Wonderful World End with a Little Anime Touch
Many years ago at the Toronto film festival (2000 or 2001 in the time warp), I was captivated by the Japanese film Blue, about an introverted school girl who has a lesbian relationship with a classmate. I think the same year (or the year before), I was equally captivated with All About Lily Chou Chou and its focus on how cyber culture can be a unifying and destructive force. Combine the two, mix in anime magic realism, remove real violence, and you get Wonderful World End (dir Daigo Matsui). Though it lacks the emotional depth of Blue and the cold violence of Lily Chou Chou, it is a cheering, uplifting film.
Shiori (Ai Hashimoto) lives with her boyfriend (Yu Inaba) in a one-room Tokyo apartment and works hard at her career as a “model” with her agent (Go Riju). Shiori constantly tweetcasts, blogs, and promotes herself to her adoring fans with an eye on the counter and the comments. Ayumi (Jun Aonami), a 13 year old fan, arrives at one of Shiori’s events, and eventually displaces Shiori in the apartment. Ayumi’s attempts to emulate Shiori captivate the semi-professional web personality who takes the girl under her wing.Though things seem like they’re going to go All About Eve, the two have an obsessive, ambiguous text relationship that is something between a mentor/mentee, lovers, siblings, and a best friends.
On her webcasts, Shiori is a persona: a cute, child-like girl, dressing in gothic lolita clothes and giving make up tips. She signs off with peace signs and smiles. However, when the camera is off, she’s hustling for her career and her dream to appear in drama. Her only release seems to cute punk rock music.
The film explores a situation where a 17-year-old resists the media industry’s push into adulthood. Shiori tries on adulthood the same way she tries on her costumes, but always falls back to her “just joking” when she’s said something that is too far from her familiar shore. She toys with adulthood, joking with her boyfriend that he’s impregnated her. Her agent doesn’t find her the drama jobs she wants and the gothic lolita thing isn’t doing enough, so he pushes her to late-night talk shows, things intended for an adult audience.
Ayumi’s arrival forces Shiori to confront some of the uncomfortable truths about her life. Her relationship is shallow. Her career isn’t going where she wants it to. With Ayumi, Shiori can be who she really is: a kid.
The film is very likable, but has some incoherency and/or randomness. Some of it I loved. Some of it drove me nuts. Where does Shiori stay when she leaves the apartment? Doesn’t anyone stop her from webcasting in class? The filmmaker responds with scenes of magic realism that are reminiscent of anime and avoids any definitive stamp on the relationship between Ayumi and Shiori. In blurring these matters, the film stays lighter (and shallower) than Blue and All About Lily Chou Chou.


Exercise requirements → Scan the data below for lines holding the word "tuberosity", and copy each line found.

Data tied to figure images

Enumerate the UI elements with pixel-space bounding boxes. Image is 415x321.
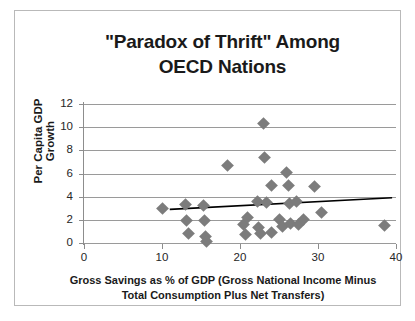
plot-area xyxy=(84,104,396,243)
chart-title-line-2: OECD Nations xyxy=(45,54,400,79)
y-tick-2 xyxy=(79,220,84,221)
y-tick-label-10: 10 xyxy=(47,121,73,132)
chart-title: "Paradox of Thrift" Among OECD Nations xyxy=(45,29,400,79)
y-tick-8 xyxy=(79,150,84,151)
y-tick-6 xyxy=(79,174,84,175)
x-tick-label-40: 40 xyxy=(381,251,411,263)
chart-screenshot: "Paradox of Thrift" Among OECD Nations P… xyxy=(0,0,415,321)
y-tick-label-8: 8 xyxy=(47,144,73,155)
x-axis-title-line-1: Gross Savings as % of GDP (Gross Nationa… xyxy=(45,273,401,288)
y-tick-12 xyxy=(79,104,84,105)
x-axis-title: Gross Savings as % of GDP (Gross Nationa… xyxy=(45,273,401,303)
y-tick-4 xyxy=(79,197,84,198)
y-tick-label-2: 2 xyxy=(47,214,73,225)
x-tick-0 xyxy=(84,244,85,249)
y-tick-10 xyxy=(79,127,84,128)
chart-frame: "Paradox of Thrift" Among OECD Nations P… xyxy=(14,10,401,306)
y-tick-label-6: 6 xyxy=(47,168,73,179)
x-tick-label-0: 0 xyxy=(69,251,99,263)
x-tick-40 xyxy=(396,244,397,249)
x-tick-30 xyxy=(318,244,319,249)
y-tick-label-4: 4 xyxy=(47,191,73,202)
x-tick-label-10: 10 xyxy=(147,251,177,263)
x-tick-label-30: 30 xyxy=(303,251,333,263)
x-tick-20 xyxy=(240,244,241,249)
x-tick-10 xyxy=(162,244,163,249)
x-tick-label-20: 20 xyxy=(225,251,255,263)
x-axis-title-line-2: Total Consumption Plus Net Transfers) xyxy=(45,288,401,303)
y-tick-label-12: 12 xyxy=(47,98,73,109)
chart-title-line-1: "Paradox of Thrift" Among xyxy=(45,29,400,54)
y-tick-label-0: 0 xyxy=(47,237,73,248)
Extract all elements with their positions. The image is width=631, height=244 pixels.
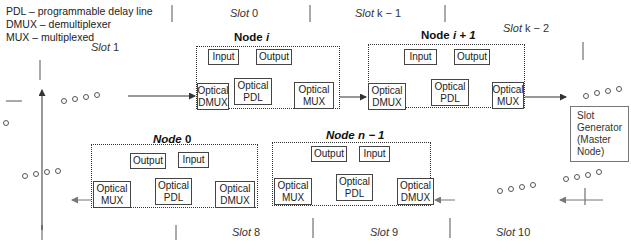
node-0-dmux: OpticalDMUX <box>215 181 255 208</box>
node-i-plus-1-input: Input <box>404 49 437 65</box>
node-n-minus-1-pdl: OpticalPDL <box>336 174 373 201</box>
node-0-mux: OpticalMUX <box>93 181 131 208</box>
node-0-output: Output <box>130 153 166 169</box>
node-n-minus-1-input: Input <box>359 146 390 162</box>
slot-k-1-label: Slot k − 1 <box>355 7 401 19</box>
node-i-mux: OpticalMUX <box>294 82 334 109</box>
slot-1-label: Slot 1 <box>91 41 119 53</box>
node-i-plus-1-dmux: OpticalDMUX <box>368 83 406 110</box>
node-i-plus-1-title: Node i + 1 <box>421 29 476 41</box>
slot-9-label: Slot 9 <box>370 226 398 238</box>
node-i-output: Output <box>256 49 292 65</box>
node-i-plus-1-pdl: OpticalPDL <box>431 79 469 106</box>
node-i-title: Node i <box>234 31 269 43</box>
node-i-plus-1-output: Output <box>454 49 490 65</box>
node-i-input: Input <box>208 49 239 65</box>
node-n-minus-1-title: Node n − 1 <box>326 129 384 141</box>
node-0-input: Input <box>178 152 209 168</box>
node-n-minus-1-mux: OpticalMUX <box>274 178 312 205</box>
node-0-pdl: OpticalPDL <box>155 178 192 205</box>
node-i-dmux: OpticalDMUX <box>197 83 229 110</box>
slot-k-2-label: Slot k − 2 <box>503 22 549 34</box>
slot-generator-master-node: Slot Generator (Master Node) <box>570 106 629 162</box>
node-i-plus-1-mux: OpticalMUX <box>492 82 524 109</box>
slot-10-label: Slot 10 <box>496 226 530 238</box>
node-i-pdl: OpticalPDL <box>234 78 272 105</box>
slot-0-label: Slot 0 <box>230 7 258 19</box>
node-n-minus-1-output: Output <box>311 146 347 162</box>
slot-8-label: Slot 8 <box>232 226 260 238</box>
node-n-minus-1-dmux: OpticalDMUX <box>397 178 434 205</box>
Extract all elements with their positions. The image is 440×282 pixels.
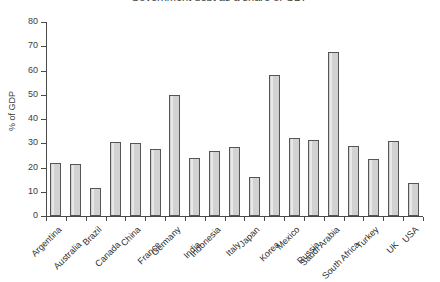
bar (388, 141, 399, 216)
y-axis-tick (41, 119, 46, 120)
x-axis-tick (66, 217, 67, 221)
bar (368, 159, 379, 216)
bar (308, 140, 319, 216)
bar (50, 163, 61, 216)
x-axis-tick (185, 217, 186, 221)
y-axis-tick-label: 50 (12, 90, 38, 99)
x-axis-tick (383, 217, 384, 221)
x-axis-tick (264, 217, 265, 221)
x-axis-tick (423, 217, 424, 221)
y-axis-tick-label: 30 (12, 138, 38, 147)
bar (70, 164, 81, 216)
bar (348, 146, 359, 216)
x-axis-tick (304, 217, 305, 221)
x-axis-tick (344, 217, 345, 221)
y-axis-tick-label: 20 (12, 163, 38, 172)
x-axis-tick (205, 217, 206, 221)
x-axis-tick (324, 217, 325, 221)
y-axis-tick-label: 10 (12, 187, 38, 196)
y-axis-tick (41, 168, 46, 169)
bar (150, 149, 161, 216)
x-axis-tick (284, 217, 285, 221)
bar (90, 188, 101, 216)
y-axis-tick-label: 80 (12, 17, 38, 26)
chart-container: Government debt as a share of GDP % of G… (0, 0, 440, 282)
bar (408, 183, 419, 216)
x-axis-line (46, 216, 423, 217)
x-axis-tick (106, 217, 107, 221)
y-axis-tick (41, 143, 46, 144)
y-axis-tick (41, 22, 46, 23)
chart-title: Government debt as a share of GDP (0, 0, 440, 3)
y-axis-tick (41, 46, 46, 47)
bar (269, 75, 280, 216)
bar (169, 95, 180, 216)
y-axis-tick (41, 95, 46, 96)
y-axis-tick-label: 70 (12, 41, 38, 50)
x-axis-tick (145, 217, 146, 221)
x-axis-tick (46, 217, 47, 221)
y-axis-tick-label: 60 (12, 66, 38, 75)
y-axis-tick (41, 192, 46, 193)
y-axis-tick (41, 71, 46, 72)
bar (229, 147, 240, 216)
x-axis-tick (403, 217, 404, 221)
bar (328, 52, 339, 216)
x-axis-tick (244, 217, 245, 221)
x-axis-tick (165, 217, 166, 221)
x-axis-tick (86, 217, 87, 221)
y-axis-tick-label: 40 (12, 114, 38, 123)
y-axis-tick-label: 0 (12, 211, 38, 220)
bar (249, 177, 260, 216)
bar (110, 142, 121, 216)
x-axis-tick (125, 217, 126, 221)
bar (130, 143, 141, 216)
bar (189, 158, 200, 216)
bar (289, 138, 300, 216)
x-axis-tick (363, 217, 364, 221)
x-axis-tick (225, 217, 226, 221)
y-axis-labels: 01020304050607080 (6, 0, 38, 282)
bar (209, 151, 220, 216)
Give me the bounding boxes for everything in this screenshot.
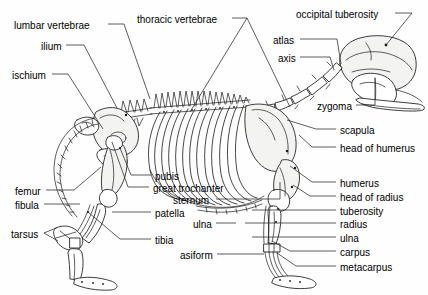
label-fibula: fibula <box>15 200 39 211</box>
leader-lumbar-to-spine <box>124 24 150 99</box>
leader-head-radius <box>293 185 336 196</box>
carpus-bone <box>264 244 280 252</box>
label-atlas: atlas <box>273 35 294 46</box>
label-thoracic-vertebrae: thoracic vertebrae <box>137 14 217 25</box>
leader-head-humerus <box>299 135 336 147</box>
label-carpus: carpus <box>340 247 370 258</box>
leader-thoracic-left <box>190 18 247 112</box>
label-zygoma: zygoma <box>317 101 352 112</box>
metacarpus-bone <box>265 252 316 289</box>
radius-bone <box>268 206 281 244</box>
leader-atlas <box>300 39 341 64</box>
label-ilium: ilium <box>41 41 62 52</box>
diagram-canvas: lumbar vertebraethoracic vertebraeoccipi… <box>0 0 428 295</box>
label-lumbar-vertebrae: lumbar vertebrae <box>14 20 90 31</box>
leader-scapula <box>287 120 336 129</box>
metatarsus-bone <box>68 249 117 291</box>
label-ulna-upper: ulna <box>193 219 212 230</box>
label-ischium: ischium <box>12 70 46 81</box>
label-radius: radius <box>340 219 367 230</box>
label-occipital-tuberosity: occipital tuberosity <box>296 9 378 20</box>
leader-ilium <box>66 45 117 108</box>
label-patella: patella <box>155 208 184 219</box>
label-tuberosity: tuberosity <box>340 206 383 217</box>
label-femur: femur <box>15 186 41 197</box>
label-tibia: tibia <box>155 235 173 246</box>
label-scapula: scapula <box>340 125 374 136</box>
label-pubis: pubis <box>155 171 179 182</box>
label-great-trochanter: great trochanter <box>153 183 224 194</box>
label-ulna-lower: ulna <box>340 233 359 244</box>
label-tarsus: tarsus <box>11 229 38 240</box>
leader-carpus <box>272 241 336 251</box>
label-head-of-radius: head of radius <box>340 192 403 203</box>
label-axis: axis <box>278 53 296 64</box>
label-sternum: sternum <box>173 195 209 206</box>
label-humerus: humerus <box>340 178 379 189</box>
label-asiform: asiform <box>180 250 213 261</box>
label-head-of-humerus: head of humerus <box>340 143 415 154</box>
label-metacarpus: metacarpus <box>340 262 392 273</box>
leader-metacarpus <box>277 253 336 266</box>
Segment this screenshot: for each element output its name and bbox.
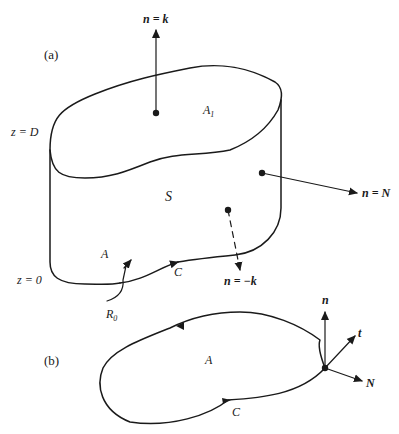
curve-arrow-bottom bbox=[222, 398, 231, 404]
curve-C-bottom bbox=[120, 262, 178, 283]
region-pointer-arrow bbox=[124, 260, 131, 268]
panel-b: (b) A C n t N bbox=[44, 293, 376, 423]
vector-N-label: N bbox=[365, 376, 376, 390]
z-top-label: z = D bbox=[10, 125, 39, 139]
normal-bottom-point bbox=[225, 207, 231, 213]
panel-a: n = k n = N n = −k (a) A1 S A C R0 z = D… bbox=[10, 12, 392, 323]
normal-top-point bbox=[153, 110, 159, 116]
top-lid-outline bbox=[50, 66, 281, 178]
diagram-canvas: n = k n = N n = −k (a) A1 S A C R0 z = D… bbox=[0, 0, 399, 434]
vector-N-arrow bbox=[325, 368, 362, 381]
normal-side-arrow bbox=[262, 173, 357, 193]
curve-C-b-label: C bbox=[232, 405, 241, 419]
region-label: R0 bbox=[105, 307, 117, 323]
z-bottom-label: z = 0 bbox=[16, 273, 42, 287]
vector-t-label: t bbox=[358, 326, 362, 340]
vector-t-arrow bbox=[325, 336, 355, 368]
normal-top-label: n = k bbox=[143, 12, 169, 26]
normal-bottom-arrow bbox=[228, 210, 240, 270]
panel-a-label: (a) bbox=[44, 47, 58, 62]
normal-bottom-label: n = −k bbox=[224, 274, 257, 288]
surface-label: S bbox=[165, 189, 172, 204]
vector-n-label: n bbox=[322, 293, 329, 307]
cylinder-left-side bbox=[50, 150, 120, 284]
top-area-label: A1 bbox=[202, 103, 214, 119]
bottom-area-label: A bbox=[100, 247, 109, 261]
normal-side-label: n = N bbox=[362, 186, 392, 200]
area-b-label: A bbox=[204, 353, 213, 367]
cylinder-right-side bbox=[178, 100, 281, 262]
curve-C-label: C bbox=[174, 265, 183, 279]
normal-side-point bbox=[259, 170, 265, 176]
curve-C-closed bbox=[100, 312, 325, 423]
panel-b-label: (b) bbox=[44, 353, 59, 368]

Result →
label-occipital-tuberosity: occipital tuberosity <box>296 9 378 20</box>
label-tuberosity: tuberosity <box>340 206 383 217</box>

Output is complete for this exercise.